SIGNED (Tipped In) BY Fritz Wintersteller and Marcus Schmuck.
UK, 2004, 1st UK edition. 208 pp, 48 color & 18 b/w photos, sketches, appendix. This the first full account of the 1st ascent of Broad Peak (aka K3 and Faichan Kangri) in 1957 by Marcus Schmuck, Fritz Wintersteller, Hermann Buhl and Kurt Diemberger, drawing on the climbing diaries of Schmuck and Wintersteller and accounts written by Buhl. None of this material has ever been published before.
The account is supported by conversations with Kurt Diemberger and with Qader Saeed, who was the expedition's Pakistani liaison officer. The book includes an account of Buhl's last climb and death on Chogolisa, from the protocol written by the surviving team members on the day Diemberger returned to Base Camp after the accident. The book begins with a history of Broad Peak, including the first ever drawing of the mountain (from Martin Conway's expedition of 1892), the first ever photograph (from the Eckenstein expedition of 1902) and Vittorio Sella's panorama from the Duke of Abruzzi expedition of 1909.
There is also an account of the first attempt on the Peak by the Karl Herrligkoffer expedition of 1954. The book ends with an Appendix of all summit climbs from 1957-2004. The photos from the 1957 expedition are almost entirely from previously unpublished work of Schmuck and Wintersteller. New Hardcover with dust jacket.
Now, this book by Richard Sale, Broad Peak, discusses the dynamics between the climbers themselves and the effect of Buhl’s death on the way the trip has been reported. In the past, the roles ofthe massively strong Schmuck and the talented Wintersteller have been downplayed, even though they performed brilliantly as a team and made the first ascent of the peak. Another little recognized aspect of such trips is the role played by liaison officers. On the 1957 expedition, a dashing young Pakistani infantry officer, Quader Saeed was the liaison officer.
Saeed emigrated to Toronto in 1971 and now runs a grocery store there. Saeed instantly liked the climbers, an impression made stronger when Buhl had a pair of boots flown to Rawalpindi from Austria because the expedition had none that fit him. Saeed saved the men from difficulties on several occasions. “I had to explain to them that we were five men and that there were forty porters and we were a long way from any help. They demanded sunglasses, and one of the climbers said,‘be tough, tell them no.’ Instead, I asked the porters why they needed these glasses now, when they had never needed them before, in all their travels in exactly the same areas. We had to pay them for the glasses, but avoided a conflict.”
Saeed was devastated by the death of Buhl, and tears still come to his eyes when he describes Diemberger coming to the camp with the news. Saeed stays in touch with Schmuck and Wintersteller and visits their homes in Austria every few years. He has two photographsof himself and Schmuck climbing on Broad Peak on the wall of his store and follows the climbing news about Broad Peak. Saeed greeted Sales’ book enthusiastically because,according to him, it is the first book to set the record straight about one of the most impressive ascents in Pakistan’s history and one of hismost treasured memories. Shortlisted for the 2005 Boardman Tasker Award.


== What you are asked to do ==
Among the entries below, which lines run from the line with "Locate *tire* and" through the line with "Output the bbox for 'person'."? Retype those, both ends included, exactly and without pictures.

== Data supplied ==
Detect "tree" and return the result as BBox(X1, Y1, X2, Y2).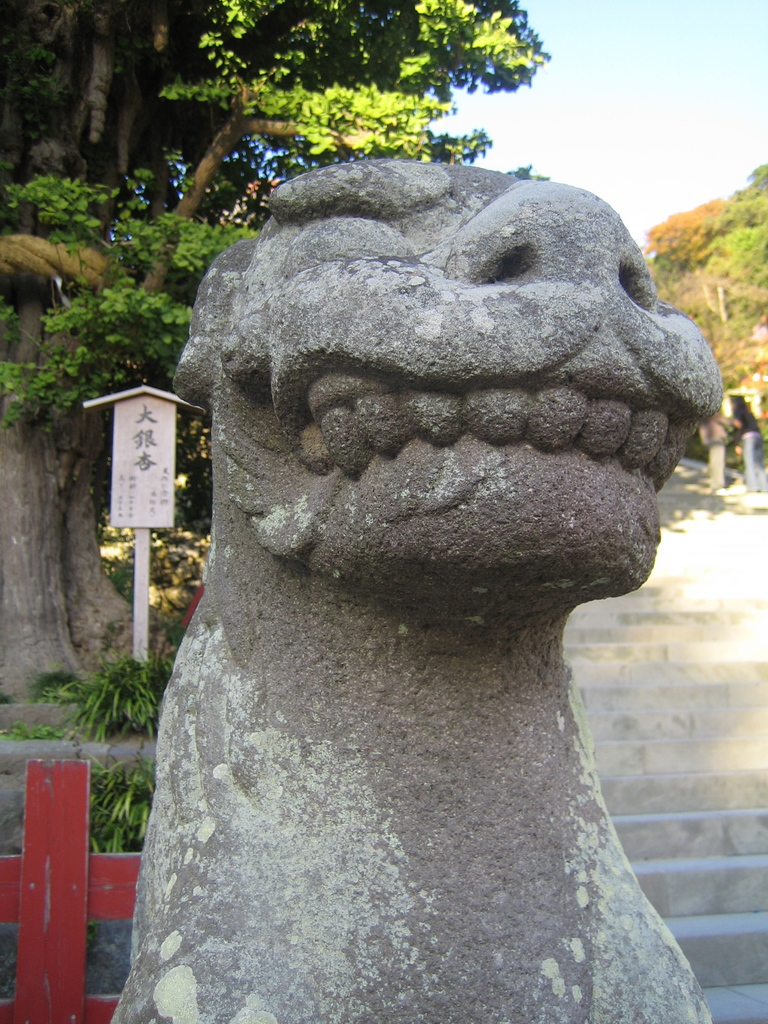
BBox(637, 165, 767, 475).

* * *

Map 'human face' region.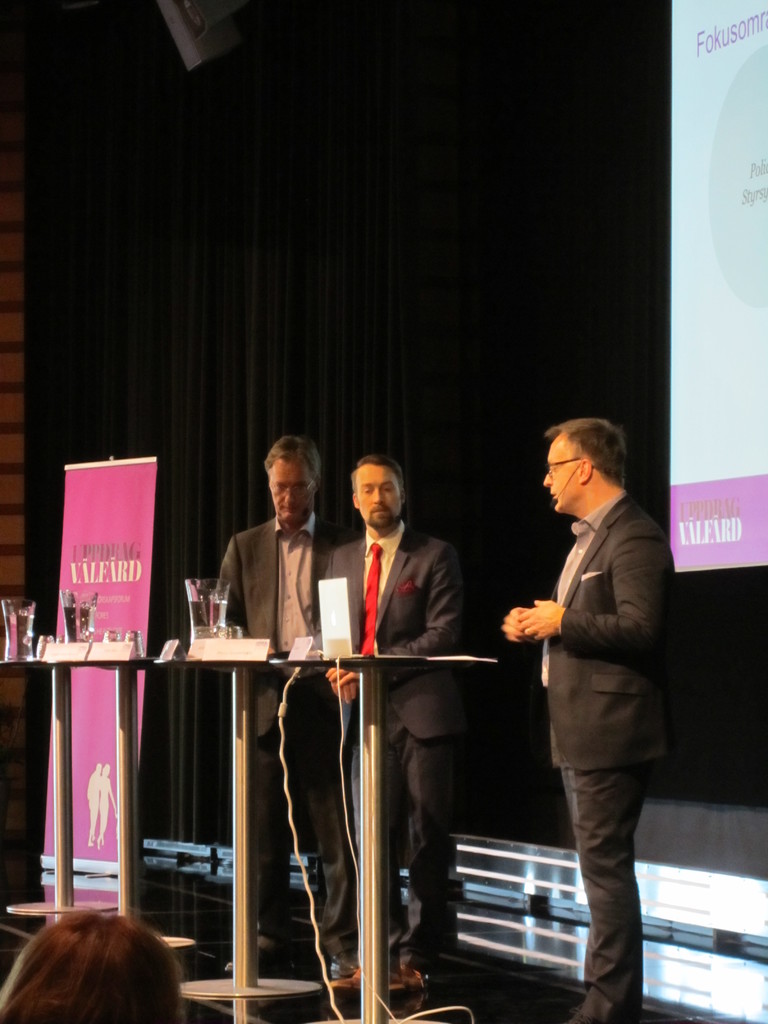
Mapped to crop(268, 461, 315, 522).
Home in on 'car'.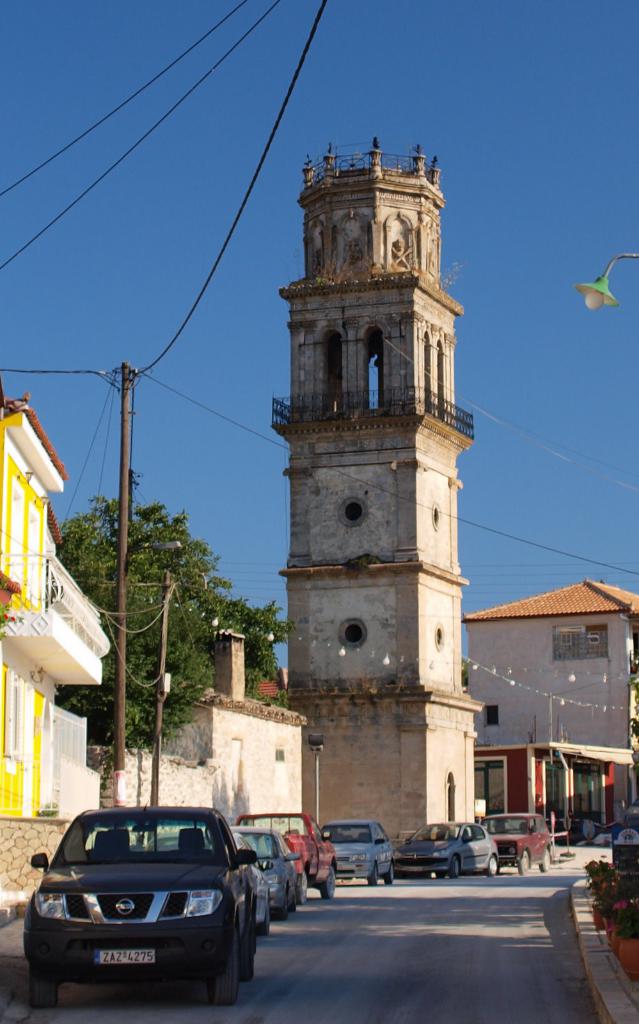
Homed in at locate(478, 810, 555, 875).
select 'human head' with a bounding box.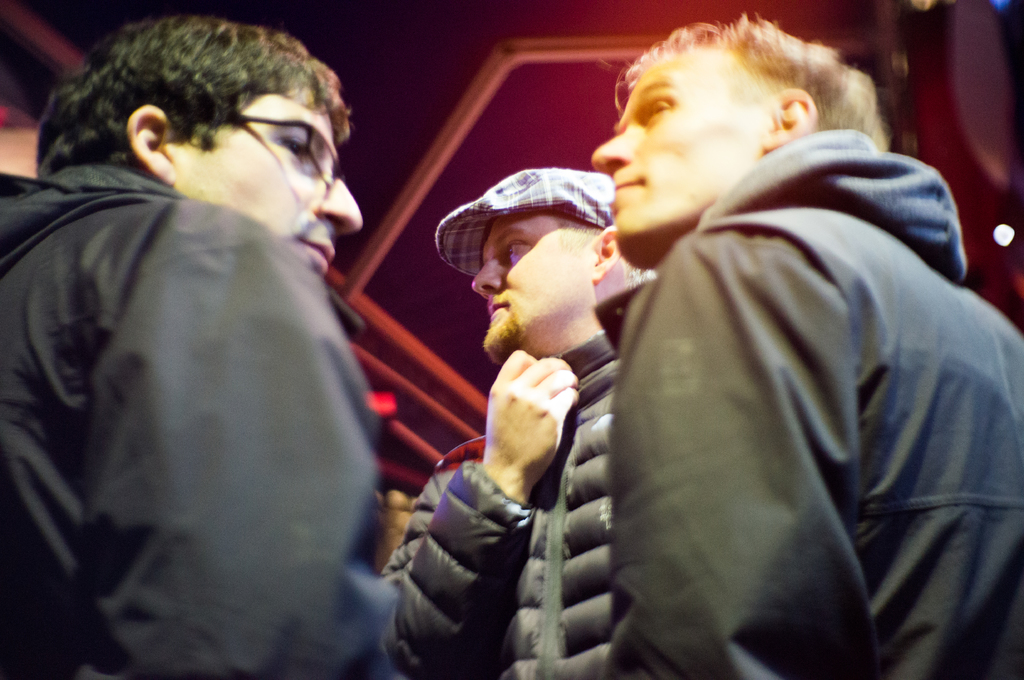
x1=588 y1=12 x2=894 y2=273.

...

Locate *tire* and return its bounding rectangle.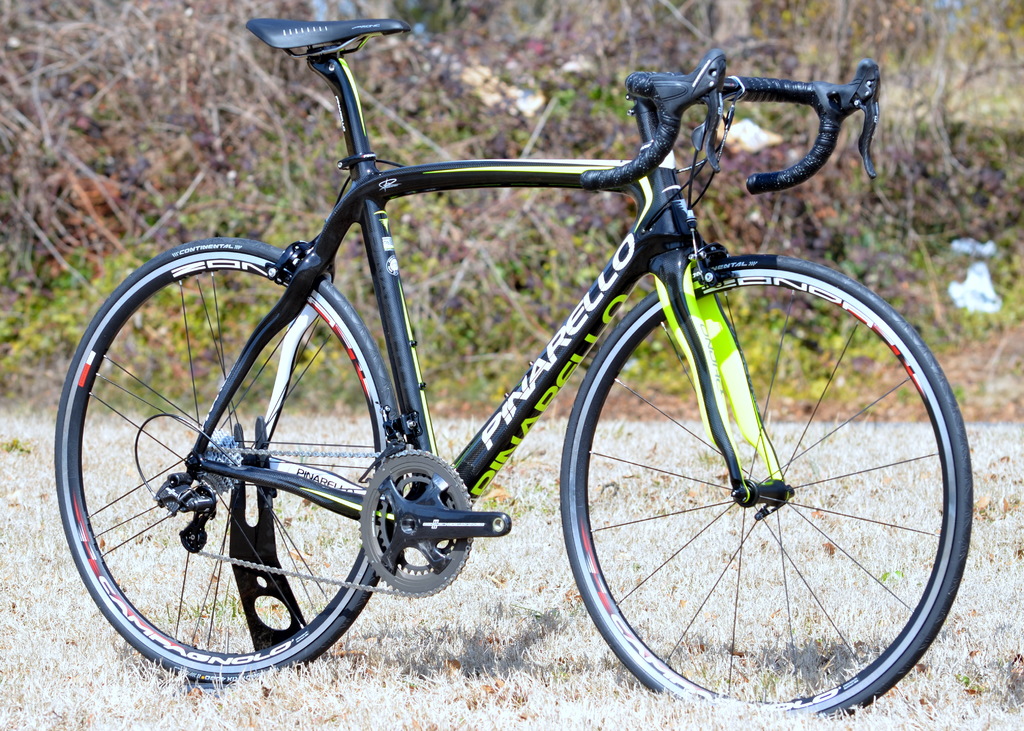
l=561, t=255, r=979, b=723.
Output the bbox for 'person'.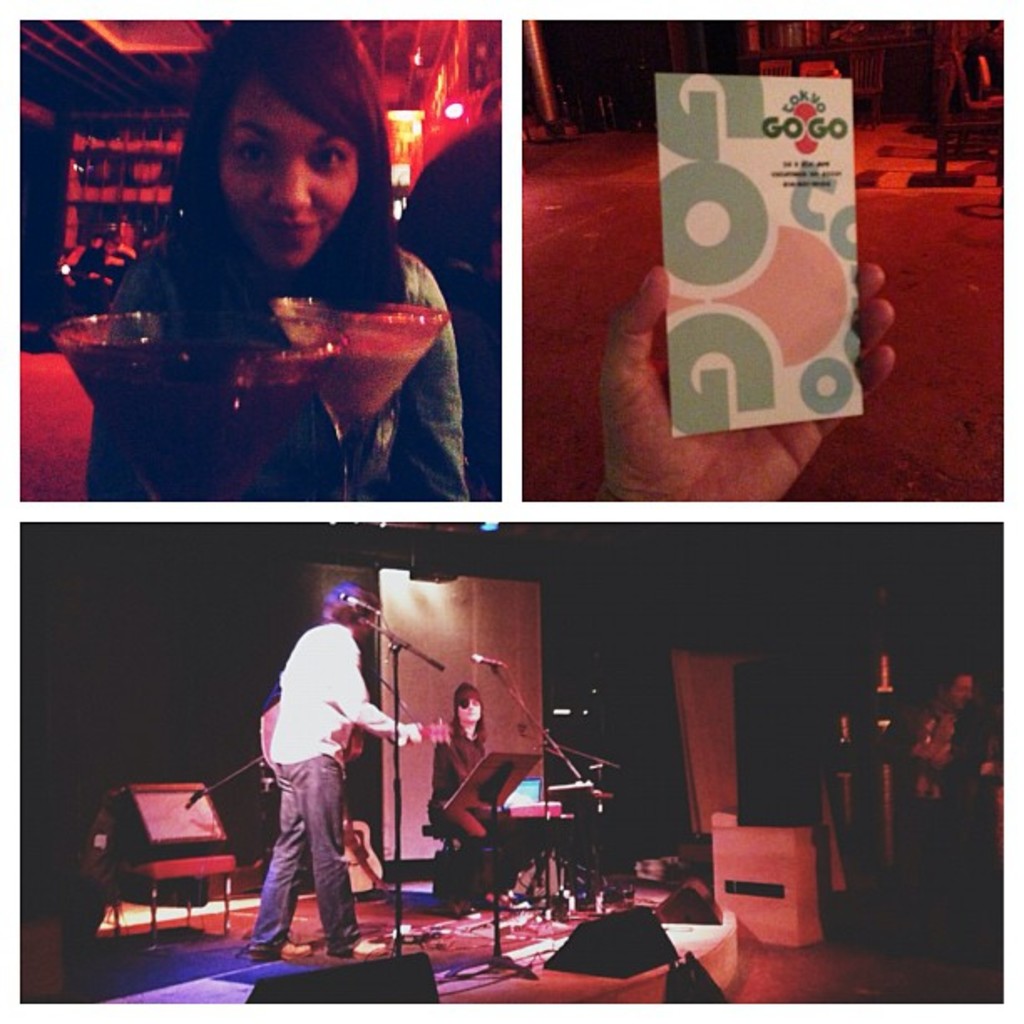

== Solution to this exercise ==
Locate *tire* and return its bounding rectangle.
l=561, t=255, r=979, b=723.
Output the bbox for 'person'.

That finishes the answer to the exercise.